With strong political backing from the minister of the Niger Delta Affairs, Senator Godswill Akpabio, and President Muhammadu Buhari, the NDDC under Efiong Akwa has hasdone exceedingly well. If anything, Akwa has demonstrated that a government establishment, especially an interventionist agency like the NDDC, could actually be ran well and profitably, in total fidelity to its mandate which in this case is urgent and massive development of the oil-bearing and producing but neglected Niger Delta.
For instance, although Akwa was appointed chief executive only in December 2020, which is about 15 months now, the NDDC under him has completed over 20 projects that were callously abandoned for many years by the commission’s previous management. Three of those projects, including the magnificent head office complex, Eastern ByePass, Port Harcourt, under construction for all of 25 years, the ultra-modern police barracks in Omagwa, also in Port Harcourt, itself under construction for 12 years, and a student hostel at the University of Uyo with capacity for 1,006 students, which was under construction for over 15 years, were personally commissioned by President Buhari. There is also the electricity project in Ondo State reportedly built by the commission with the capacity to electrify homes, offices and businesses in 12 LGAs and soon to be completed, among others.
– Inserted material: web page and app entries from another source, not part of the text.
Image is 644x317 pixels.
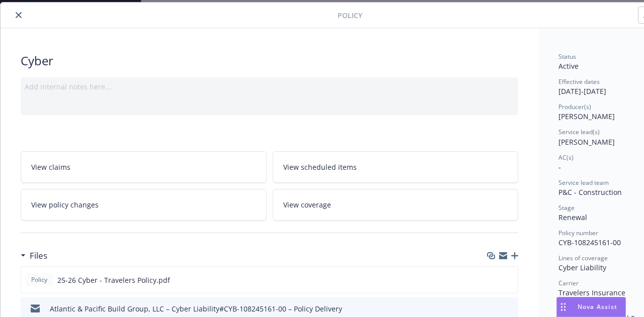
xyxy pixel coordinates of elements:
[31,162,71,172] span: View claims
[558,263,606,273] span: Cyber Liability
[273,151,519,183] a: View scheduled items
[273,189,519,220] a: View coverage
[488,275,497,286] button: download file
[283,162,356,172] span: View scheduled items
[13,9,25,21] button: close
[20,189,267,220] a: View policy changes
[558,254,607,262] span: Lines of coverage
[558,279,579,287] span: Carrier
[58,275,170,286] span: 25-26 Cyber - Travelers Policy.pdf
[558,204,574,212] span: Stage
[25,81,514,92] div: Add internal notes here...
[558,179,608,187] span: Service lead team
[558,162,561,172] span: -
[556,297,626,317] button: Nova Assist
[489,303,497,314] button: download file
[20,151,267,183] a: View claims
[558,127,600,136] span: Service lead(s)
[558,229,598,237] span: Policy number
[29,275,49,285] span: Policy
[338,10,362,20] span: Policy
[558,187,622,197] span: P&C - Construction
[30,249,47,262] h3: Files
[558,137,615,147] span: [PERSON_NAME]
[283,199,331,210] span: View coverage
[50,303,342,314] div: Atlantic & Pacific Build Group, LLC – Cyber Liability#CYB-108245161-00 – Policy Delivery
[558,102,591,111] span: Producer(s)
[20,249,47,262] div: Files
[558,61,579,71] span: Active
[558,213,587,222] span: Renewal
[504,275,514,286] button: preview file
[557,298,569,316] div: Drag to move
[20,52,518,69] div: Cyber
[31,199,99,210] span: View policy changes
[558,77,600,86] span: Effective dates
[558,154,573,162] span: AC(s)
[578,302,617,311] span: Nova Assist
[558,52,576,61] span: Status
[505,303,514,314] button: preview file
[558,288,625,298] span: Travelers Insurance
[558,238,620,247] span: CYB-108245161-00
[558,112,615,121] span: [PERSON_NAME]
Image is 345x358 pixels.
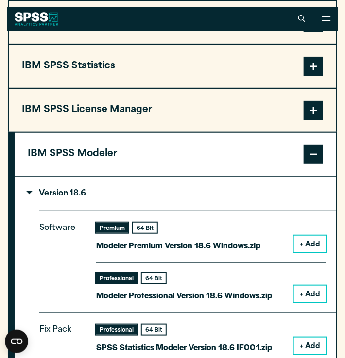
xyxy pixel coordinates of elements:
p: Modeler Professional Version 18.6 Windows.zip [96,288,272,302]
p: Fix Pack [39,323,83,347]
p: Software [39,221,83,295]
p: Version 18.6 [28,190,86,198]
div: 64 Bit [142,325,165,335]
button: IBM SPSS License Manager [9,89,336,132]
div: 64 Bit [142,273,165,283]
div: 64 Bit [133,223,157,233]
button: + Add [294,236,326,252]
button: + Add [294,286,326,302]
p: SPSS Statistics Modeler Version 18.6 IF001.zip [96,340,272,354]
img: SPSS White Logo [15,12,59,26]
div: Premium [96,223,128,233]
summary: Version 18.6 [15,177,336,211]
button: + Add [294,338,326,354]
div: Professional [96,325,137,335]
p: Modeler Premium Version 18.6 Windows.zip [96,238,260,252]
button: IBM SPSS Modeler [15,133,336,176]
button: IBM SPSS Data Access Pack [9,1,336,44]
button: Open CMP widget [5,330,28,353]
button: IBM SPSS Statistics [9,45,336,88]
div: Professional [96,273,137,283]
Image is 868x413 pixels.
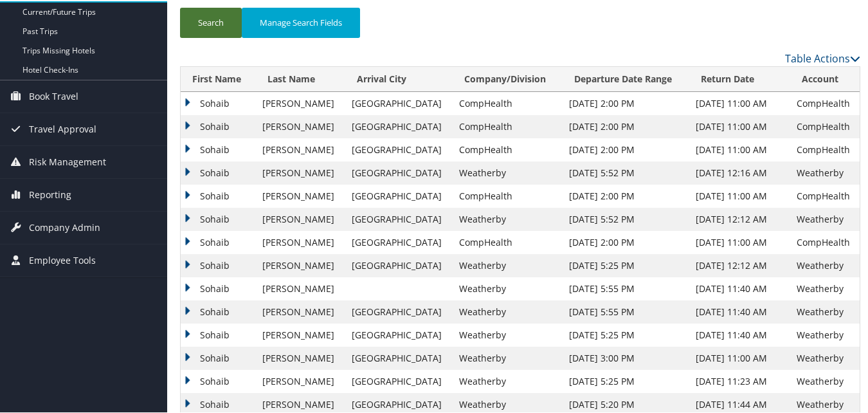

It is instructive that at Akwa’s behest, contractors who had long abandoned a number of road projects awarded to them under the NDDC road infrastructure development programme were practically forced to mobilise back to site and complete a record 77 roads even before the earth-shaking NDDC Forensic Audit report had been released. It means that working with the ‘uncommon’ one, the one and only Senator Akpabio as supervising minister, the hard-pushing Akwa and his team had long seen reason to confront defaulting contractors and get them to redeem their contractual obligations to the NDDC, in a clear demonstration of effective leadership, which the new NDDC midwifed by the Akwa Ibom born lawyer and pastor and members of his interim management team, can certainly do with, going forward.
It is thus not for nothing that many stakeholders in the region, including governors, have hailed Akwa and his team for the ‘uncommon’ energy and focus they have brought to bear on their management of the commission in the past 15 months, posting results that have far surpassed in value those by previous managements put together in the 20-year history of the interventionist agency.
Without a doubt, it is a new dawn in the NDDC clearly, the era of sleaze and corruption in the commission driven largely by prebendalism, is over. By his remarkable run as interim MD, Dr Efiong Akwa and his team, working with Senator Akpabio, have shown that a lot can, indeed, be achieved by a government development SPV such as NDDC, with commitment, dedication and transparency on the part of those charged with the responsibility of driving its mission and vision.